By Emily J. Minor The original barefoot mailman probably didn’t have a microphone headset or bottled water or a blue shirt from Macy’s.

And he probably didn’t meet up at the Ritz-Carlton after his route, sitting with the folks who are celebrating Palm Beach County’s centennial at pretty tables set up to catch the perfect afternoon breeze.

But Michael Bornstein is Michael Bornstein — meaning he is a Florida history buff who is extremely ingenious, to put it nicely, and he knows how to make weird things work. “So many people are from other places, they might not realize that Florida has a history beyond when air conditioning was used,” he says. That’s why one recent Sunday, the clouds casting just enough cover, the locals sidling up to him like eager school kids, Bornstein walked a 2-mile stretch of beach in his barefoot mailman getup, yakking all the way. In years past, Bornstein — Lantana’s town manager — has walked the stretch from Lake Worth to Miami along the beach.
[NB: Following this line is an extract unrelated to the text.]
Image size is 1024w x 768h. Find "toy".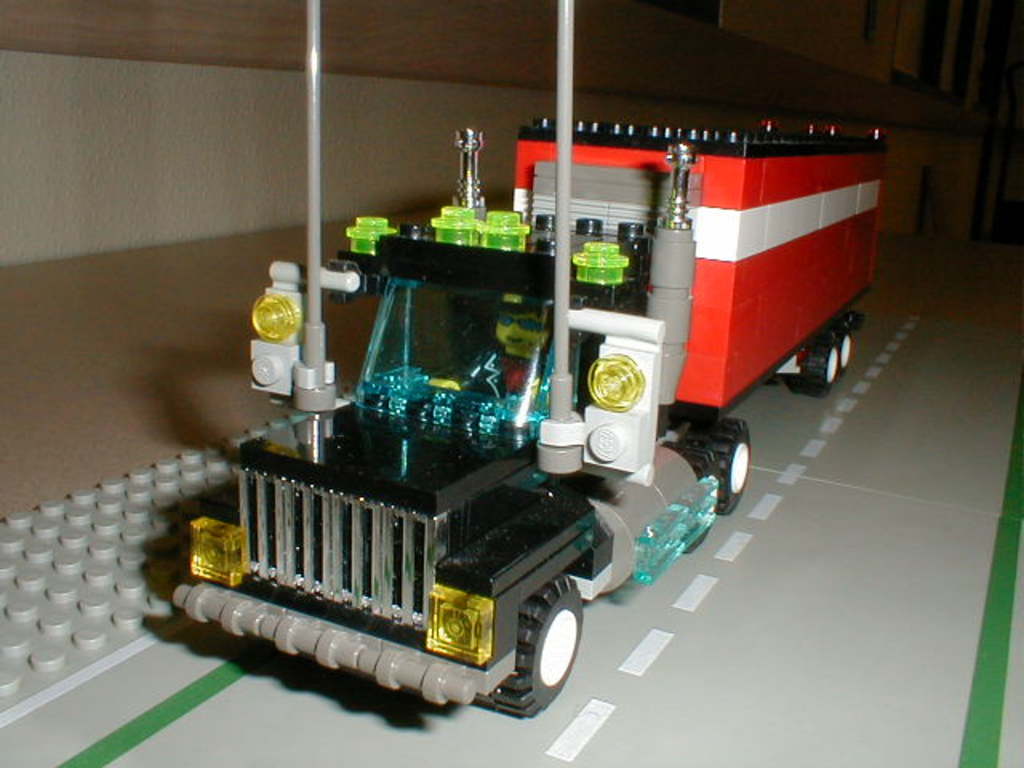
BBox(112, 120, 846, 678).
That’s about one-half of the roundtrip route done by the barefoot mailmen of the late 1800s — give or take a few condominiums, a few more people, a few new roads.
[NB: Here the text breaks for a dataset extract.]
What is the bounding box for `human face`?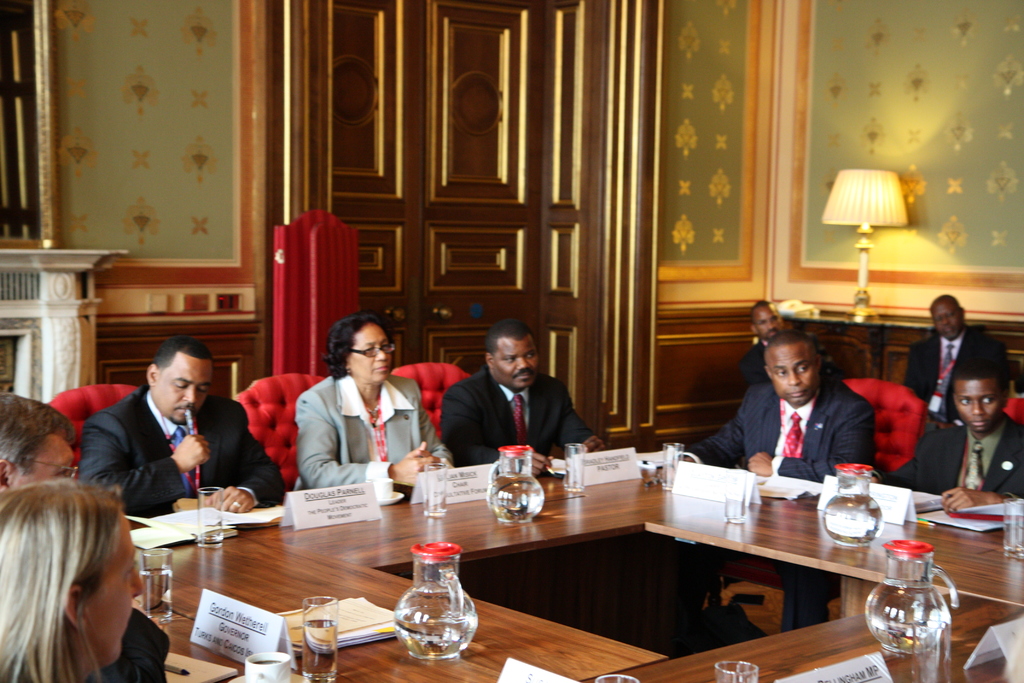
[left=159, top=355, right=209, bottom=424].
Bornstein, born in Jacksonville, says he fell in love with this idea after moving to Palm Beach County in the late 1980s, helping to organize the renovation of the old county courthouse. He then realized that people here “don’t know anything about local history. They associate all their identity with their former place and Florida is kind of like Disneyland to them.” So he went online and started searching for the perfect barefoot mailman outfit. It’s simple, really: navy blue knickers made from lightweight canvas, suspenders and … OK, the shirt’s from Macy’s. About 30 people, many of them supporters of the Historical Society of Palm Beach County, walked with Bornstein on April 26, starting at the Lake Worth Pier and ending at the Ritz-Carlton in Manalapan. And because the barefoot mailman is a solitary sort — both then and now — Bornstein had to re-do his speech.

“I don’t usually walk and talk at the same time,” he said. “I’m usually left to my own thoughts.” The barefoot mailman routes were established in 1885 to get mail from one distribution point to the next from the Lake Worth Lagoon to Miami. The 138-mile round trip took six days and the stories of what happened along the way are that of legend. One mailman walked naked. Supposedly. Another was eaten by an alligator. Or was it a crocodile? His body was never found. Even Bornstein, 46, claims to have walked his “toenail off” on one of his present-day jaunts, brushing it repeatedly against the hard sand. The walk went quickly on this sunny Sunday, this group of eager, stumbling followers happy to hear Bornstein’s tales. He showed them the proper walk - heel down first, leg extended straight out. With this form, he claims, the barefoot mailman could walk 3, 4, 5 miles per hour. Folklore, or fact? Vince Burkhardt has heard a mix of the two all his life. He is a Florida boy whose great-great-uncle Henry was one of the original barefoot mailmen. The route was stopped in 1893 when a rock road was built to connect Lantana with Lemon City, in what is now Miami-Dade County. Burkhardt, who actually walked the route for the first time with Bornstein, along with his sister, Cheryl, said the tales of their great-great-uncle Henry were everyday stuff when they were growing up. “I guess the greatest one about Uncle Henry is he used to walk with his clothes off,” Burkhardt says, laughing. And, of course, sisters being sisters, Cheryl must pipe up. “I’m not sure that’s true,” she says. But it is deliciously satisfying, this tale that’s been batted around their whole lives, so even Cheryl Burkhardt, a woman of sound mind and logic, cannot quite abandon the iffy details. It would be like walking away from her childhood. “Who knows?” she muses, clinging just a bit. “Let’s just say Uncle Henry wore very light clothing. “That sounds better.”